The ability to spoof the reply-to information on Apple iOS SMS messages is a reminder that such messages should not be considered any more secure than email when it comes to authenticating senders, experts say.
A scheme for spoofing the information was disclosed Aug. 17 on a blog dedicated to research on Apple iOS security. The issue allows attackers to disguise the sender and potentially trick whoever receives the message by modifying the SMS data header. This allows the attacker to include a different reply-to number and possibly impersonate other people or organizations.
“If you either own a smartphone, or a modem and an account in a SMS gateway, you can send texts in raw PDU format (some services also exist to send a text with an HTTP request in raw PDU format),” blogged researcher Pod2g, who disclosed the flaw last week.
“In the text payload, a section called UDH (User Data Header) is optional but defines lot(s) of advanced features not all mobiles are compatible with,” the researcher continued. “One of these options enables the user to change the reply address of the text. If the destination mobile is compatible with it and if the receiver tries to answer to the text, he will not respond to the original number, but to the specified one.”
“In a good implementation of this feature, the receiver would see the original phone number and the reply-to one,” Pod2g blogged. “On iPhone(s), when you see the message, it seems to come from the reply-to number, and you [lose] track of the origin. Why is it an issue? Pirates could send a message that seems to come from the bank of the receiver asking for some private information, or inviting them to go to a dedicated website.”
In a response to Engadget, Apple said that it takes security “very seriously,” and highlighted the availability of iMessageâwhich works on the iPhone, iPad or iPod Touch running iOS 5 or later and Mac OSX 10.8 (Mountain Lion) or later.
“When using iMessage instead of SMS, addresses are verified which protects against these kinds of spoofing attacks,” a spokesperson told Engadget. “One of the limitations of SMS is that it allows messages to be sent with spoofed addresses to any phone, so we urge customers to be extremely careful if they’re directed to an unknown website or address over SMS.”
Michael Sutton, vice president of security research at Zscaler’s ThreatLabz, said the issue was not an iOS vulnerability per se.
“The iOS application is not uniquely vulnerable due to a coding error, but rather includes and relies on a field that most SMS clients do notânamely the ‘reply to’ field,” he said. “Just as email is easily spoofable as fields indicating the origin of a message are not verified, the same is true of SMS.”
Spoofing the ‘reply to’ field is trivial, he added, but the damage that can be done is limited.
“While a user could be tricked into sending an SMS message to a location other than what they intended to, this issue could not be used to compromise the device in any way,” he explained. “It could however be used in a social engineering attack to trick a user into believing that a message came from a particular source. This is no different than receiving a spoofed email message and users should be equally as suspicious of unexpected SMS text as they are of emailâthe true source in both cases is unverified.”

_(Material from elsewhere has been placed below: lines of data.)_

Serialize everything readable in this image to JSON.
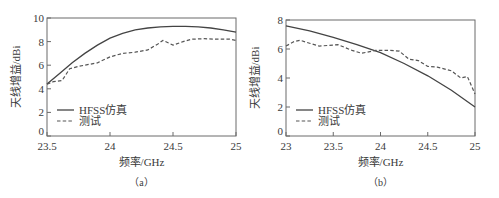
{
  "chart_data": [
    {
      "type": "line",
      "panel_label": "（a）",
      "title": "",
      "xlabel": "频率/GHz",
      "ylabel": "天线增益/dBi",
      "xlim": [
        23.5,
        25
      ],
      "ylim": [
        0,
        10
      ],
      "xticks": [
        "23.5",
        "24",
        "24.5",
        "25"
      ],
      "yticks": [
        "0",
        "2",
        "4",
        "6",
        "8",
        "10"
      ],
      "grid": false,
      "legend_position": "lower-left",
      "series": [
        {
          "name": "HFSS仿真",
          "style": "solid",
          "x": [
            23.5,
            23.6,
            23.7,
            23.8,
            23.9,
            24.0,
            24.1,
            24.2,
            24.3,
            24.4,
            24.5,
            24.6,
            24.7,
            24.8,
            24.9,
            25.0
          ],
          "y": [
            4.4,
            5.3,
            6.2,
            7.0,
            7.7,
            8.3,
            8.7,
            9.0,
            9.15,
            9.25,
            9.3,
            9.3,
            9.25,
            9.15,
            9.0,
            8.8
          ]
        },
        {
          "name": "测试",
          "style": "dashed",
          "x": [
            23.5,
            23.55,
            23.62,
            23.68,
            23.75,
            23.9,
            24.0,
            24.1,
            24.2,
            24.3,
            24.38,
            24.42,
            24.5,
            24.58,
            24.65,
            24.75,
            24.85,
            24.95,
            25.0
          ],
          "y": [
            4.4,
            4.6,
            4.7,
            5.7,
            5.9,
            6.2,
            6.7,
            7.0,
            7.1,
            7.3,
            7.8,
            8.1,
            7.7,
            8.0,
            8.2,
            8.25,
            8.2,
            8.2,
            8.1
          ]
        }
      ]
    },
    {
      "type": "line",
      "panel_label": "（b）",
      "title": "",
      "xlabel": "频率/GHz",
      "ylabel": "天线增益/dBi",
      "xlim": [
        23,
        25
      ],
      "ylim": [
        0,
        8
      ],
      "xticks": [
        "23",
        "23.5",
        "24",
        "24.5",
        "25"
      ],
      "yticks": [
        "0",
        "2",
        "4",
        "6",
        "8"
      ],
      "grid": false,
      "legend_position": "lower-left",
      "series": [
        {
          "name": "HFSS仿真",
          "style": "solid",
          "x": [
            23.0,
            23.25,
            23.5,
            23.75,
            24.0,
            24.25,
            24.5,
            24.75,
            25.0
          ],
          "y": [
            7.6,
            7.25,
            6.8,
            6.3,
            5.75,
            5.0,
            4.15,
            3.15,
            2.0
          ]
        },
        {
          "name": "测试",
          "style": "dashed",
          "x": [
            23.0,
            23.08,
            23.15,
            23.25,
            23.35,
            23.55,
            23.7,
            23.8,
            23.95,
            24.1,
            24.2,
            24.3,
            24.4,
            24.5,
            24.6,
            24.75,
            24.85,
            24.92,
            25.0
          ],
          "y": [
            6.2,
            6.5,
            6.6,
            6.4,
            6.2,
            6.3,
            5.9,
            5.7,
            5.9,
            5.9,
            5.85,
            5.3,
            5.2,
            4.8,
            4.75,
            4.5,
            4.0,
            4.1,
            2.9
          ]
        }
      ]
    }
  ]
}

Users should not be willing to disclose information over SMS that they expect to be secure, nor should they assume that it is a trustworthy channel for communications with banks or other sensitive service providers, said Derek Halliday, the Lead Security Product Manager at Lookout Mobile Security.
“SMS should not be considered a secure communication method, it is no more trustworthy than email in this regard,” he said.